In the first episode, titled Middle Eastern Gangs, Detective Superintendent Ken McKay, the head of the state's Organised Crime Directorate, makes the remarks which have sparked outrage. "The Middle Eastern groups are involved in everything. If they didn't invent it, they perfected it in terms of crime," he explains. He then adds: "The criminal, in the Middle Eastern sense, is more cowardice [sic] than your general criminal. They'd rather use a gun than stand in a fistfight."
After watching the show, federal Race Discrimination Commissioner Tom Calma said Superintendent McKay's casual use of terms such as "Middle Eastern" caused communities to feel stigmatised. "Ethnic descriptors used by NSW police, and in particular the descriptor 'Middle Eastern appearance', is seen by the community as contributing to stigmatisation."
While Gangs Of Oz claims to be an expose on organised crime, its critics suggest it only serves to illuminate Channel Seven's "sensationalist" reporting techniques. Dr Michael Kennedy, a lecturer in social justice at the University of Western Sydney, who previously spent 18 years as a detective in the NSW Police Force, said: "What Ken has said in this show is completely counter-productive to what the police are trying to achieve. "Using cliches and one-liners will only serve to alienate the community who have Middle Eastern heritage and I'm afraid it will be officers on the ground that will have to put up with the backlash from these remarks."

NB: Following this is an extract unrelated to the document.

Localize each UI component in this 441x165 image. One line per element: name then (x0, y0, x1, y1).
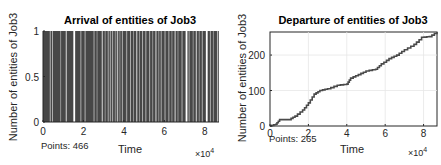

Yasser Solimon, executive director of Diversity International and a prominent member of Victoria's Muslim community, said: "It's very sensationalist and deliberately tries to shock. I would like to see it re-edited before going to air or at least some sort of introduction put on which attempts to balance the views in the show."
The producers of the documentary, which is set to air on Wednesday night, are former Today Tonight host Neil Mercer and veteran tabloid reporter Steve Barrett. Mr Mercer said: "Ken was calling a spade a spade." "We are so used to police officers dancing around things and not engaging in plain speaking but nobody could accuse him of that." "He's a very senior member of the NSW Police Force and experienced in talking to the media. I certainly didn't take his comments as racist and I don't think anybody else should."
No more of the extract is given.